Pages

Wednesday, 3 September 2014

Uganda Revolutionary Class Part 1

In Our Uganda Social Struggles, we have three type of People, the consumer of Information,the User of Information and the creator of Information. Today, most Ugandans are consumers of information-they wake up and surf the web looking for what various news outlets have reported,etc. 

This group is very active at wanting to know... and making comments on various media, becomes almost an occupation. They tend to be living in a bubble of intelligentsia and stuck in the same time warp.
  • They Wake up and find out what people have written and commented, then answer all the comments using  Tonto and Mandazi ideology.
  • Facebook and Twitter platforms becomes their life-line of social networking,thus traditional human networking becomes tiresome, as they're suffering from computer Bytes exhaustion, and their Mantra becomes, " MWANA NkOYE" I want to chill!
  • They know how to talk loud in local boozers and regardless of their Mandazi brains, they have and must win all the arguments.
The problem with this group, they're everywhere and come across to serious revolutionary as useful. But Wapi, Nebikwangala/bandia(fake) afathali Zero is better, because you know its Zero-just keep away from them- they're the best cowards,greedy, and gossiping too much is in their DNA. If you want to waste another 20 years waiting for something to happen...then join them
The Way society reacts to information has changed very much,call it information fatigue,exhaustion, tiredness, languidness, languor, lassitude, and listlessness-people no longer enjoy reading long texts as they get confused...Uhh, that's how people are messed-up! 
For that reason, I'll serialise this topic. Next week, I'll introduce the second(2nd) user of information. This type is very important to any revolutionary process, be it executing or countering the revolution. 


 Damnnnnnnnn.... We're dead!
History teaches us that Short Revolutions have never empowered the people but a clique of individuals as we see in Uganda and Rwanda.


> **Problem to solve**:
Return only the final portion of the entries: the line with "what elements are" and every line after it, each one exact.

# # #

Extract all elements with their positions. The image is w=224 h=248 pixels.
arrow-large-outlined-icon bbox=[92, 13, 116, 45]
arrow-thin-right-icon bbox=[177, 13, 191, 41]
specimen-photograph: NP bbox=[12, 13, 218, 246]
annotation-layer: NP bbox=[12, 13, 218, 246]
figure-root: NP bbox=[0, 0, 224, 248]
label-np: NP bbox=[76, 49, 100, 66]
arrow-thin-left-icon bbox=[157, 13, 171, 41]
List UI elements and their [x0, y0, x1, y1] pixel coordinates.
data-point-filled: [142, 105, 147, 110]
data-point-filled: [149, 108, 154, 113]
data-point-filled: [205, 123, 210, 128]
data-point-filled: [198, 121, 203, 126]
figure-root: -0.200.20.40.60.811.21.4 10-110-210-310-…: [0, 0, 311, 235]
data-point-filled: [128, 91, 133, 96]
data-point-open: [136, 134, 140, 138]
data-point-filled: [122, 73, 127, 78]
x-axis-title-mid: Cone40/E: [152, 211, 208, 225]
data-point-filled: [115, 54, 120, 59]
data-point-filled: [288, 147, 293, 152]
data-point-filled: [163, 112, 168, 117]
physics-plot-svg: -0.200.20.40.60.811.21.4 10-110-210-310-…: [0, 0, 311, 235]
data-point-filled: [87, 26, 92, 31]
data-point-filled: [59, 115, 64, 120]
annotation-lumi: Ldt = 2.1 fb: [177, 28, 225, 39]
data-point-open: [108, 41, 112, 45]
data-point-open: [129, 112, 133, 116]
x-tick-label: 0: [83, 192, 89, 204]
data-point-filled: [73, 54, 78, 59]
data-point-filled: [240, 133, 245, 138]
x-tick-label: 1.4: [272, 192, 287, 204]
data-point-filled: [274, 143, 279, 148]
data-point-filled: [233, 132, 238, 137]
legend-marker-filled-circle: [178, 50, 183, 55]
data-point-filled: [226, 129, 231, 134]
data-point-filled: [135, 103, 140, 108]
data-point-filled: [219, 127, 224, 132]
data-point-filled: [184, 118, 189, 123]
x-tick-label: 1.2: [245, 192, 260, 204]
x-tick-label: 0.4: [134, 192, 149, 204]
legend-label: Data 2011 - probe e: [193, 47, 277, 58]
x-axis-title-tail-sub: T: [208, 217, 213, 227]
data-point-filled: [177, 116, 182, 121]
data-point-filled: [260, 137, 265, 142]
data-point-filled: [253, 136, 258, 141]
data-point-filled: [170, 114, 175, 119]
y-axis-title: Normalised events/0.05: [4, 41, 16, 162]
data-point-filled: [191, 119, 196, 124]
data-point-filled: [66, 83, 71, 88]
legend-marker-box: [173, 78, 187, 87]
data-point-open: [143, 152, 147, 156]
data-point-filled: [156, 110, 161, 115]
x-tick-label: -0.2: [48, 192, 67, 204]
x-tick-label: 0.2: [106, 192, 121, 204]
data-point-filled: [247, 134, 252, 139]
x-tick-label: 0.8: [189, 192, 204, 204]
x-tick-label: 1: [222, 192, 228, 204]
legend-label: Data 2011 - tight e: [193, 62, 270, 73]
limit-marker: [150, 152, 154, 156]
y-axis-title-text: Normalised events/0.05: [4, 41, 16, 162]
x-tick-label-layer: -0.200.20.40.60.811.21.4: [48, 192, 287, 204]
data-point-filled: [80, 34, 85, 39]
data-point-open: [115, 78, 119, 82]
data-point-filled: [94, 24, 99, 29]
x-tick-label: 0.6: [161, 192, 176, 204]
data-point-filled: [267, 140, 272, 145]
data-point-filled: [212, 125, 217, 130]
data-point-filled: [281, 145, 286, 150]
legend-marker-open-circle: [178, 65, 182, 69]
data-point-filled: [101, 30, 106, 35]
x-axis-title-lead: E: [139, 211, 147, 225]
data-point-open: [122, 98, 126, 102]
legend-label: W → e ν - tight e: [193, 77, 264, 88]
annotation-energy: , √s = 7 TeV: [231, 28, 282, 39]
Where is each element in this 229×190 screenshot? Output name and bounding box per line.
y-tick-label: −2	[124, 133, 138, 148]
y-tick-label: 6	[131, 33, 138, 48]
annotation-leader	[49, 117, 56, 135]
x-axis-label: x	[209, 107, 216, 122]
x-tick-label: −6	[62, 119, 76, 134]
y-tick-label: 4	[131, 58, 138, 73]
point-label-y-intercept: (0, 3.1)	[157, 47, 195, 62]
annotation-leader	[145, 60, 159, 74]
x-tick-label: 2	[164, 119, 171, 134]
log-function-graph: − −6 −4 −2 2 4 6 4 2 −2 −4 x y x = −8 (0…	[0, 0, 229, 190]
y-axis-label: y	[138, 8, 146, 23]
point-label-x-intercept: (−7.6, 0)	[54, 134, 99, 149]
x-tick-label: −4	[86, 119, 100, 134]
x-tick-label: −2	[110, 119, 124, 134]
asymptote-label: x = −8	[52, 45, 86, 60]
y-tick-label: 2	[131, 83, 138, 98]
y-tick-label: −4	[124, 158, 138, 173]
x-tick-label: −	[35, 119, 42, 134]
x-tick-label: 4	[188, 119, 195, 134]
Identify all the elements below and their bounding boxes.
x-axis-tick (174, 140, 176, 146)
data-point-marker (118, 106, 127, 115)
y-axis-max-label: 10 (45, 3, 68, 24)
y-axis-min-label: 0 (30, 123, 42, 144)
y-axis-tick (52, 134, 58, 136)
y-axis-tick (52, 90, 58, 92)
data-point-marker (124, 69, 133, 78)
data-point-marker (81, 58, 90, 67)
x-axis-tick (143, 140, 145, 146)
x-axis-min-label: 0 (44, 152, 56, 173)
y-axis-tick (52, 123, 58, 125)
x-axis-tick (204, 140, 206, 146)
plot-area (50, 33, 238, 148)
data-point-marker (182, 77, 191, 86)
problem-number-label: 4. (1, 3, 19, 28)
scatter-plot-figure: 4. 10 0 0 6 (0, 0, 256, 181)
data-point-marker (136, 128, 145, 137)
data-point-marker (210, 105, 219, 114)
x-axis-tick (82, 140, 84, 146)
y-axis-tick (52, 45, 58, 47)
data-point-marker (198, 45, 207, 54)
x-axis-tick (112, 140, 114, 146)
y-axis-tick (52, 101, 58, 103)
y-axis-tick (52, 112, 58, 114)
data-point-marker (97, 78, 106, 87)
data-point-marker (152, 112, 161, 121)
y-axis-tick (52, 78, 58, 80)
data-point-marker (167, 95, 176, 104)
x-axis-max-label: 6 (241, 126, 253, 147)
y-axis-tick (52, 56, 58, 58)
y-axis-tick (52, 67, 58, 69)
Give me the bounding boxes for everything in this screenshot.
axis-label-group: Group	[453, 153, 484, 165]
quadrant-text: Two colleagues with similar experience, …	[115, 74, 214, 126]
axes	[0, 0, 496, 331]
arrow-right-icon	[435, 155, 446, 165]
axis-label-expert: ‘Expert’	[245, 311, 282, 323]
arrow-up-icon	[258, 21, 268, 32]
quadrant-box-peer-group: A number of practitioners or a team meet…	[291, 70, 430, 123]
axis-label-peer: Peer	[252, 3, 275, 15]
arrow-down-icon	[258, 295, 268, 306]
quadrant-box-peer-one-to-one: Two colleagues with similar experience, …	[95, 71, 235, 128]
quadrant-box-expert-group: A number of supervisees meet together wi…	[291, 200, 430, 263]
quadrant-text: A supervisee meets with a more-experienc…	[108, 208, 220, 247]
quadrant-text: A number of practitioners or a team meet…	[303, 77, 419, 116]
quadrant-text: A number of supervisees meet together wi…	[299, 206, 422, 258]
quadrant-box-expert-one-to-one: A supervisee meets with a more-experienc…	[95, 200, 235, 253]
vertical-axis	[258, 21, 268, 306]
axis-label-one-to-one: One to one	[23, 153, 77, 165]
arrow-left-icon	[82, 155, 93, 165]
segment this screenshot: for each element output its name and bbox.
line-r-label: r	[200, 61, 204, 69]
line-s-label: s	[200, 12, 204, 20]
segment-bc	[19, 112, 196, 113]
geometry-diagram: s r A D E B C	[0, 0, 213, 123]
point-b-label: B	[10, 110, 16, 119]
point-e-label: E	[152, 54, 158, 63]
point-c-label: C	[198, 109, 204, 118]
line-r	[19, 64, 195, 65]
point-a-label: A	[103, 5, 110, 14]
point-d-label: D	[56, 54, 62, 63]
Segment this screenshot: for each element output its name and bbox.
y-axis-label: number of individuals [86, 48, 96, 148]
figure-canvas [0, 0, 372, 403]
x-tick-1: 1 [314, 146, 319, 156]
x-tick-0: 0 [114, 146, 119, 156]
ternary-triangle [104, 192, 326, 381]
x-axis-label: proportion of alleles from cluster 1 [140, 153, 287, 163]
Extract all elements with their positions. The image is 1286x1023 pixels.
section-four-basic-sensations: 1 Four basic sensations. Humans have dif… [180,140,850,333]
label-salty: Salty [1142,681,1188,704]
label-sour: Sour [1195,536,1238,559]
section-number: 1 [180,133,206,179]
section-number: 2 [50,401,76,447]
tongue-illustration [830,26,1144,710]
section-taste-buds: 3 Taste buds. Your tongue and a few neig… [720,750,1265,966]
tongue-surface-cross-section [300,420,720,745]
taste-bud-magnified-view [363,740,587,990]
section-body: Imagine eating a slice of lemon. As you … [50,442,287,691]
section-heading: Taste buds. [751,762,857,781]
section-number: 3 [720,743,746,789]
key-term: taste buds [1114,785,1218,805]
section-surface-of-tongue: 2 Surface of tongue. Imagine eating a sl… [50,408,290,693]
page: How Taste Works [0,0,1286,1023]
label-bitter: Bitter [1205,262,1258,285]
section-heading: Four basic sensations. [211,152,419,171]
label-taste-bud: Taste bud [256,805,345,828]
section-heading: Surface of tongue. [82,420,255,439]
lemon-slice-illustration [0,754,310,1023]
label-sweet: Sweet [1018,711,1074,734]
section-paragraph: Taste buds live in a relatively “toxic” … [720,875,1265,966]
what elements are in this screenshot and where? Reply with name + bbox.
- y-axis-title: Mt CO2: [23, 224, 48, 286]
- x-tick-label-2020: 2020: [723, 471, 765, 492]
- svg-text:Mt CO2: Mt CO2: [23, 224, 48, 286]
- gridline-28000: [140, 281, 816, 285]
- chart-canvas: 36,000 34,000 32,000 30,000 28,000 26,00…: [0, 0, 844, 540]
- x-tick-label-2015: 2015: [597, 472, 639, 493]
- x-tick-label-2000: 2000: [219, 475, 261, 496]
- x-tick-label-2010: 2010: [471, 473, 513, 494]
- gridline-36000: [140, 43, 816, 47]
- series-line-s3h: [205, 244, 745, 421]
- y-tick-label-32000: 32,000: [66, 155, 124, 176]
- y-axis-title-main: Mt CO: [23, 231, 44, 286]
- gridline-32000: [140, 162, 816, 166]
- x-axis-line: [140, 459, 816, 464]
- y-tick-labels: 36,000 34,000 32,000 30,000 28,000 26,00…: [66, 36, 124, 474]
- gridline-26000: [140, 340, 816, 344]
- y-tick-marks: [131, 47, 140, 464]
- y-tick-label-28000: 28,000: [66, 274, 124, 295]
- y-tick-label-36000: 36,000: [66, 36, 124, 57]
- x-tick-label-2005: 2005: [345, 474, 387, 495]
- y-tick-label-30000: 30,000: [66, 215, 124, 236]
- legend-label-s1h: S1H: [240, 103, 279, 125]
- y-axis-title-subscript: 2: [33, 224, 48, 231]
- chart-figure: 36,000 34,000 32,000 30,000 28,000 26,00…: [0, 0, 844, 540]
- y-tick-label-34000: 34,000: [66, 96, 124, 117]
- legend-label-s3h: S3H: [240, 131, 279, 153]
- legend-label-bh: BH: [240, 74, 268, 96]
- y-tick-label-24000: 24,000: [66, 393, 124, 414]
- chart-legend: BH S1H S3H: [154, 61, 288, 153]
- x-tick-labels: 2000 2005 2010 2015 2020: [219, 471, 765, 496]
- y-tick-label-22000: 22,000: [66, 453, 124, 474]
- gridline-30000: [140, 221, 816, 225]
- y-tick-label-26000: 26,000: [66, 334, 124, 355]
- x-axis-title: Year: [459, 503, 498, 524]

# # #

> **Problem solution**:
what elements are in this screenshot and where? Reply with name + bbox.
- y-axis-title: Mt CO2: [23, 224, 48, 286]
- x-tick-label-2020: 2020: [723, 471, 765, 492]
- svg-text:Mt CO2: Mt CO2: [23, 224, 48, 286]
- gridline-28000: [140, 281, 816, 285]
- chart-canvas: 36,000 34,000 32,000 30,000 28,000 26,00…: [0, 0, 844, 540]
- x-tick-label-2015: 2015: [597, 472, 639, 493]
- x-tick-label-2000: 2000: [219, 475, 261, 496]
- x-tick-label-2010: 2010: [471, 473, 513, 494]
- gridline-36000: [140, 43, 816, 47]
- series-line-s3h: [205, 244, 745, 421]
- y-tick-label-32000: 32,000: [66, 155, 124, 176]
- y-axis-title-main: Mt CO: [23, 231, 44, 286]
- gridline-32000: [140, 162, 816, 166]
- x-axis-line: [140, 459, 816, 464]
- y-tick-labels: 36,000 34,000 32,000 30,000 28,000 26,00…: [66, 36, 124, 474]
- gridline-26000: [140, 340, 816, 344]
- y-tick-marks: [131, 47, 140, 464]
- y-tick-label-28000: 28,000: [66, 274, 124, 295]
- y-tick-label-36000: 36,000: [66, 36, 124, 57]
- x-tick-label-2005: 2005: [345, 474, 387, 495]
- y-tick-label-30000: 30,000: [66, 215, 124, 236]
- legend-label-s1h: S1H: [240, 103, 279, 125]
- y-axis-title-subscript: 2: [33, 224, 48, 231]
- chart-figure: 36,000 34,000 32,000 30,000 28,000 26,00…: [0, 0, 844, 540]
- y-tick-label-34000: 34,000: [66, 96, 124, 117]
- legend-label-s3h: S3H: [240, 131, 279, 153]
- legend-label-bh: BH: [240, 74, 268, 96]
- y-tick-label-24000: 24,000: [66, 393, 124, 414]
- chart-legend: BH S1H S3H: [154, 61, 288, 153]
- x-tick-labels: 2000 2005 2010 2015 2020: [219, 471, 765, 496]
- y-tick-label-22000: 22,000: [66, 453, 124, 474]
- gridline-30000: [140, 221, 816, 225]
- y-tick-label-26000: 26,000: [66, 334, 124, 355]
- x-axis-title: Year: [459, 503, 498, 524]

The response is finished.